George Stevens was one hell of a director to come up with that. The way they shot the scenes that seemed to bring the distant mountains right down into the small farm and town. Plus Jack Palance as the cold-blooded killer who guns down Elisha Cook Jr. in the town's muddy street--it's one of the most memorable scenes in film.
9.
Angels with Dirty Faces and
The Roaring Twenties (tie)--both have James Cagney at the top of his form as Hollywood's leading gangster and also Bogart back when he was always playing the rat in gangster films. These also feature the best death scenes ever by Cagney (even better than
White Heat, as good as that was.) At the end of
Angels with Dirty Faces, he plays a coward who they have to drag to the electric chair. The question remains, did Rocky really break or did he grant priest Pat O'Brien's last request to play the coward so that the young members of the Dead End Kids would not continue to look up to a gangster. (You could extend this to a three-way tie with
Dead End, which introduced those young actors in roles they recreated for several years in gangster films and comedies. It also has Bogart as a tough gangster, Al Jenkins as his sidekick, and Joel McCrae, an out-of-work architect who dreams of a better life for that neighborhood. Marjorie Main has a short but meaty role as the gangster's mother.)
In the Roaring Twenties, Cagney dies more normally, shot down in the streets and dying in the snow at bottom of the steps of a church. It also has one of the great closing lines of any film. When the police ask, "Who was he?", his long-suffering girlfriend answers, "He used to be a big shot!."
10. Another tie, with
One, Two, Three! slightly ahead as one of the funniest films (and plots) I've ever seen. It was Cagney's last real film (despite some cameo roles later in his life) and he was at his comedic best. Unfortunately, it was this film that convinced him to retire when he had trouble delivering a lengthy and fast-paced speech in one scene. It's a great spoof of capitalism, communism, and people in post-war Berlin.

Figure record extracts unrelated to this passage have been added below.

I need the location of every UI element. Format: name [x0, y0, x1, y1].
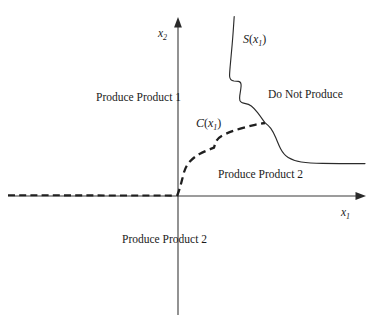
y-axis-arrowhead-icon	[174, 17, 182, 28]
cost-curve-label-close-paren: )	[217, 116, 221, 130]
x-axis	[8, 192, 366, 200]
y-axis-label-subscript: 2	[163, 33, 167, 42]
switching-curve-label-subscript: 1	[258, 39, 262, 48]
switching-curve-label-close-paren: )	[262, 32, 266, 46]
switching-curve-label: S(x1)	[243, 33, 266, 45]
cost-curve-label-base: C	[196, 116, 204, 130]
region-label-produce-product-2-inner: Produce Product 2	[218, 169, 303, 181]
region-label-produce-product-2-lower: Produce Product 2	[122, 234, 207, 246]
cost-curve-dashed	[8, 123, 265, 196]
cost-curve-label: C(x1)	[196, 117, 221, 129]
x-axis-label: x1	[341, 207, 350, 219]
region-label-produce-product-1: Produce Product 1	[96, 92, 181, 104]
x-axis-arrowhead-icon	[356, 192, 367, 200]
production-region-diagram: x2 x1 S(x1) C(x1) Produce Product 1 Do N…	[0, 0, 376, 323]
diagram-canvas	[0, 0, 376, 323]
cost-curve-rising-branch	[177, 123, 265, 196]
y-axis	[174, 17, 182, 315]
x-axis-label-subscript: 1	[346, 212, 350, 221]
cost-curve-label-subscript: 1	[213, 123, 217, 132]
region-label-do-not-produce: Do Not Produce	[268, 89, 343, 101]
y-axis-label: x2	[158, 28, 167, 40]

Another film that I like almost as much is
Viva Max! in which Peter Ustinov plays a modern Mexican general, Maximillian, who to impress his girlfriend decides to take his soldiers to San Antonio and recapture the Alamo. His small army is less than enthusiastic to say the least, not wishing to get shot to promote their commander's love life, and so it's up to his loyal sergeant, John Astin, to keep them in line behind thier commander. Jonathon Winters is in command of the Texas National Guard activated in response to the takeover, while dentist Kenneth Mars heads a private right-wing militia determined to retake the Alamo from the Mexican Army. Ustinov's production company almost went to war with the Daughters of the Texas Republic who operate and closely guard the honor of the Alamo. There were some funny things that went on in San Antonio when they were making that film that never got into the movie.
It's a better Alamo movie than that silly sack of stuff John Wayne put together some years earlier.
What also makes them good is that only three of the films--Shane, The Caine Mutiny, and Viva Max--are in color.